Beginning with the 1975 landmark Electronic Realizations for Rock Orchestra, Synergy explored the possibilities inherent in synthesizer/sequencer technology and digital-studio production techniques, resulting in some of the most inventive electronic music of the '70s. It was mostly the work of synthesizer expert Larry Fast, who also brought electronics to the mainstream by coordinating synthesized passages for dozens of pop acts during the '70s and '80s, including Yes, Peter Gabriel, Meatloaf, John Denver, Barbra Streisand, Hall & Oates, Kate Bush, Foreigner, and Randy Newman.
Recording as Synergy, Fast debuted in 1975 with Electronic Realizations for Rock Orchestra. The album became a surprise favorite with progressive radio, and was hailed by synthesizer pioneer Robert Moog as the most important recording to date using his Moog synthesizer…

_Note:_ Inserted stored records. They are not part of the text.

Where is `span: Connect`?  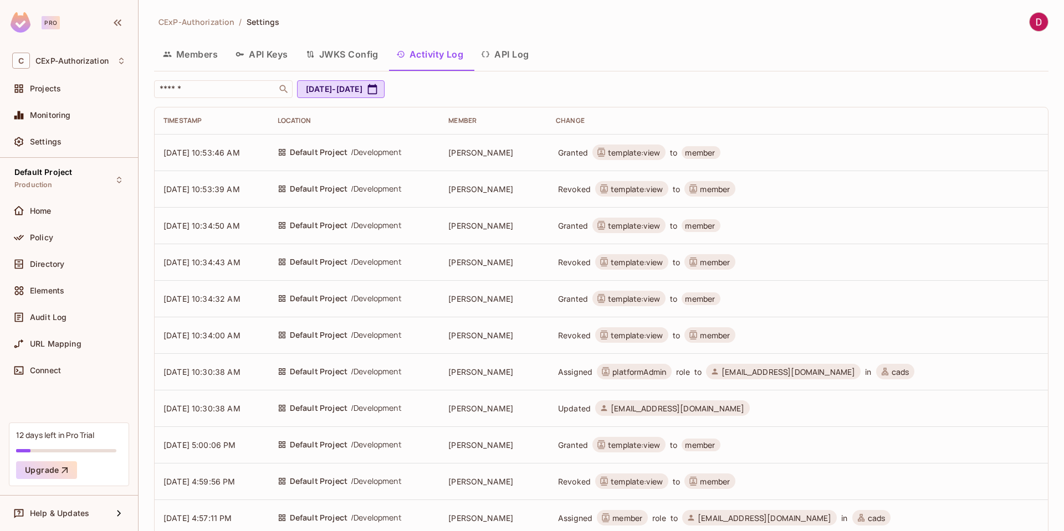 span: Connect is located at coordinates (45, 371).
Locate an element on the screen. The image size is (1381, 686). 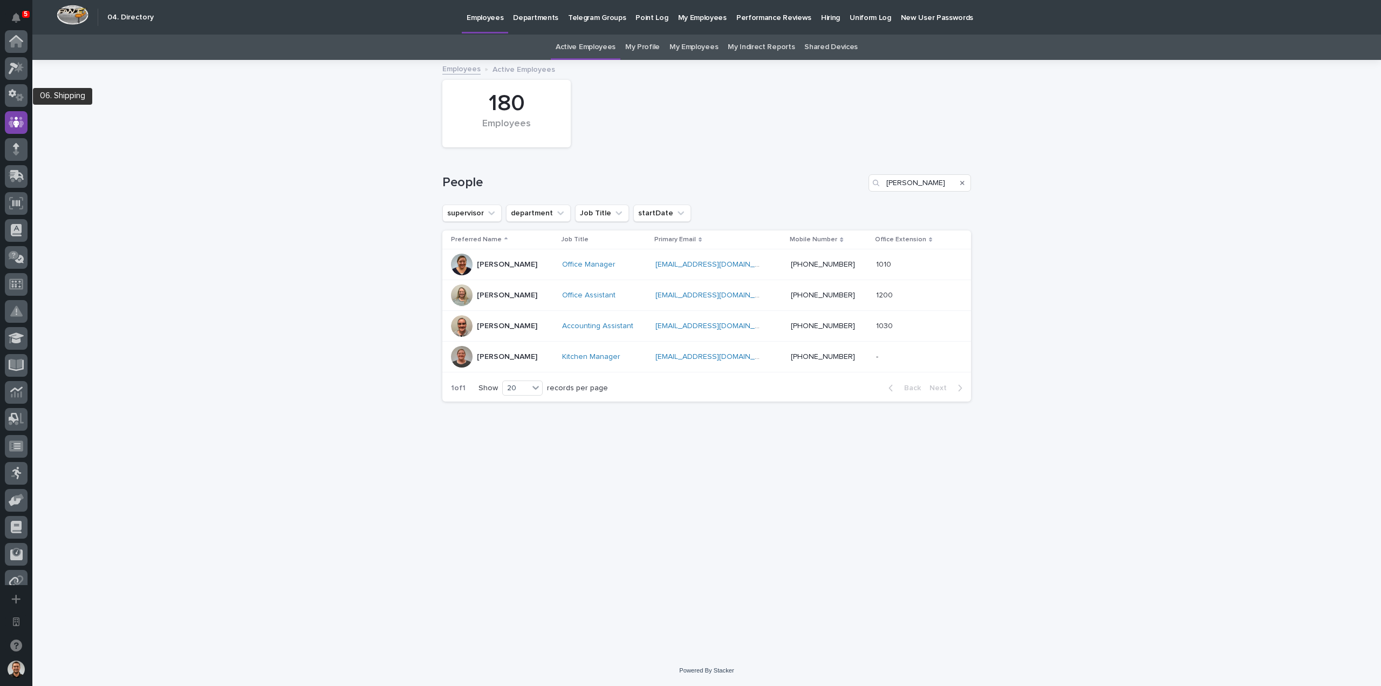
a: Shared Devices is located at coordinates (831, 47).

Beginning with the 1975 landmark Electronic Realizations for Rock Orchestra, Synergy explored the possibilities inherent in synthesizer/sequencer technology and digital-studio production techniques, resulting in some of the most inventive electronic music of the '70s. It was mostly the work of synthesizer expert Larry Fast, who also brought electronics to the mainstream by coordinating synthesized passages for dozens of pop acts during the '70s and '80s, including Yes, Peter Gabriel, Meatloaf, John Denver, Barbra Streisand, Hall & Oates, Kate Bush, Foreigner, and Randy Newman.
Recording as Synergy, Fast debuted in 1975 with Electronic Realizations for Rock Orchestra. The album became a surprise favorite with progressive radio, and was hailed by synthesizer pioneer Robert Moog as the most important recording to date using his Moog synthesizer…
"Arctic Dreams" (2020) is both warmly seductive and intense—a work whose seven sections bloom with passion as they map a musical journey through landscapes real and imagined. George Grella wrote in the New York Classical Review, “Adams’s manner is that of Thoreau—to be in a place, incorporate it into his memory and values, and recreate that through music. It misses the point to say he is inspired by nature—Adams is changed by nature and his music is a catalogue of the places that changed him.” Alex Ross, music critic for The New Yorker, has called Adams “one of the most original musical thinkers of the new century.”
One of Steve Reich’s most famous and enduring works, Music for 18 Musicians first caught the attention of percussionist Colin Currie in the 1980s. Over the years that followed, Currie dutifully built his library of Reich scores and recordings, but it was this work in particular that truly captured his imagination, holding him in its epic grasp ever since.